Ranunculus parviflorus

Few flowered buttercup

Family: Ranunculaceae · Type: annual · Not Native

Few flowered buttercup is a naturalized annual found in northwestern California and San Francisco Bay Area bioregions in roadsides and fields at elevations below 800 meters. Flowering from April to June, this plant produces small white or yellow flowers with 0 to 5 petals measuring just 1 to 2 millimeters wide. Growing 8 to 40 centimeters tall with an erect, non-bulbous habit, it develops basal roots and branching stems. Its basal and lower stem leaves are distinctive, measuring 1.5 to 3.2 centimeters long, semicircular or kidney-shaped, deeply divided into three parts and further lobed with a heart-shaped base. The fruit is a small disk-like body with fine papillae tipped with hooked bristles, each about 1.7 to 2 millimeters across.

Habitat: Roadsides, fields

Bloom period: Apr-Jun

Elevation: < 800 m

Bioregions: NW, SnFrB

California counties: Humboldt, Solano, Santa Cruz, Siskiyou, Mendocino, Sonoma

Data from The California Species Project — 14,000+ California species with verified data from CNPS, CDFW, USFWS, Jepson eFlora, Cal-IPC, and more.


Work item
The answer must be every entry below, word for word, with the pictures left out.

[Start of Attachment]

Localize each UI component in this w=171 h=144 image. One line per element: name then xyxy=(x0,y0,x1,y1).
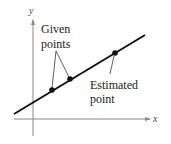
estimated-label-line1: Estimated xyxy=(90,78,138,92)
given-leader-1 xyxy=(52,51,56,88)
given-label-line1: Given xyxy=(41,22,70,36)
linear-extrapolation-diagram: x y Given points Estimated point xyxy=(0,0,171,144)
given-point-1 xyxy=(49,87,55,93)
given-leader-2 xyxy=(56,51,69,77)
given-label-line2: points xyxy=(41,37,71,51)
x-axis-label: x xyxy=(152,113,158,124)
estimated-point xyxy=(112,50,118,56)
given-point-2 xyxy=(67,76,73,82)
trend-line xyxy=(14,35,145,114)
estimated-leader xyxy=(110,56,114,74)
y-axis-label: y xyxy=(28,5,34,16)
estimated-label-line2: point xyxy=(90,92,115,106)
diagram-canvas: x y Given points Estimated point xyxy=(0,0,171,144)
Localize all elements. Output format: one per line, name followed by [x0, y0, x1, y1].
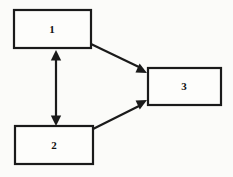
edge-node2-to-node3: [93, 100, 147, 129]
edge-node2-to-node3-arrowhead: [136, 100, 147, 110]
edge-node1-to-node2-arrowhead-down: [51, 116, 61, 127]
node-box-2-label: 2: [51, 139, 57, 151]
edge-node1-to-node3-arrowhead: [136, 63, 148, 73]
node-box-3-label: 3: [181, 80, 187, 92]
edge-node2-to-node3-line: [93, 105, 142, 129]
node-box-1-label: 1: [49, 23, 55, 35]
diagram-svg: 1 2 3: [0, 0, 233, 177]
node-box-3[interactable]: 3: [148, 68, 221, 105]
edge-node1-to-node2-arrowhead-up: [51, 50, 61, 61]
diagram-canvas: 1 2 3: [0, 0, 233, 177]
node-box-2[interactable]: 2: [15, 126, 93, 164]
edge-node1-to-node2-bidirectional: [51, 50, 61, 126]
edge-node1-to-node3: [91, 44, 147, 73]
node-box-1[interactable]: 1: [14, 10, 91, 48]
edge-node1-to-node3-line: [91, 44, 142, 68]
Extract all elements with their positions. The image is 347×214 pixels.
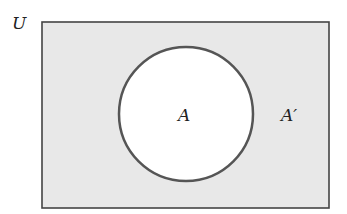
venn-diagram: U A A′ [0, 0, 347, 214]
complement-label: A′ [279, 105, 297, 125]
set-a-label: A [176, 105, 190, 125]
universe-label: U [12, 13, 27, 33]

[End of Attachment]

Result for this task
Localize each UI component in this w=171 h=144 image. One line per element: name then xyxy=(x0,y0,x1,y1).
estimated-label-line1: Estimated xyxy=(90,78,138,92)
given-leader-1 xyxy=(52,51,56,88)
given-label-line1: Given xyxy=(41,22,70,36)
linear-extrapolation-diagram: x y Given points Estimated point xyxy=(0,0,171,144)
given-point-1 xyxy=(49,87,55,93)
given-leader-2 xyxy=(56,51,69,77)
given-label-line2: points xyxy=(41,37,71,51)
x-axis-label: x xyxy=(152,113,158,124)
estimated-point xyxy=(112,50,118,56)
given-point-2 xyxy=(67,76,73,82)
trend-line xyxy=(14,35,145,114)
estimated-leader xyxy=(110,56,114,74)
y-axis-label: y xyxy=(28,5,34,16)
estimated-label-line2: point xyxy=(90,92,115,106)
diagram-canvas: x y Given points Estimated point xyxy=(0,0,171,144)
Localize all elements. Output format: one per line, name followed by [x0, y0, x1, y1].
edge-node2-to-node3: [93, 100, 147, 129]
edge-node2-to-node3-arrowhead: [136, 100, 147, 110]
edge-node1-to-node2-arrowhead-down: [51, 116, 61, 127]
node-box-2-label: 2: [51, 139, 57, 151]
edge-node1-to-node3-arrowhead: [136, 63, 148, 73]
node-box-3-label: 3: [181, 80, 187, 92]
edge-node2-to-node3-line: [93, 105, 142, 129]
node-box-1-label: 1: [49, 23, 55, 35]
diagram-svg: 1 2 3: [0, 0, 233, 177]
node-box-3[interactable]: 3: [148, 68, 221, 105]
edge-node1-to-node2-arrowhead-up: [51, 50, 61, 61]
diagram-canvas: 1 2 3: [0, 0, 233, 177]
node-box-2[interactable]: 2: [15, 126, 93, 164]
edge-node1-to-node2-bidirectional: [51, 50, 61, 126]
edge-node1-to-node3: [91, 44, 147, 73]
node-box-1[interactable]: 1: [14, 10, 91, 48]
edge-node1-to-node3-line: [91, 44, 142, 68]
Extract all elements with their positions. The image is 347×214 pixels.
venn-diagram: U A A′ [0, 0, 347, 214]
complement-label: A′ [279, 105, 297, 125]
set-a-label: A [176, 105, 190, 125]
universe-label: U [12, 13, 27, 33]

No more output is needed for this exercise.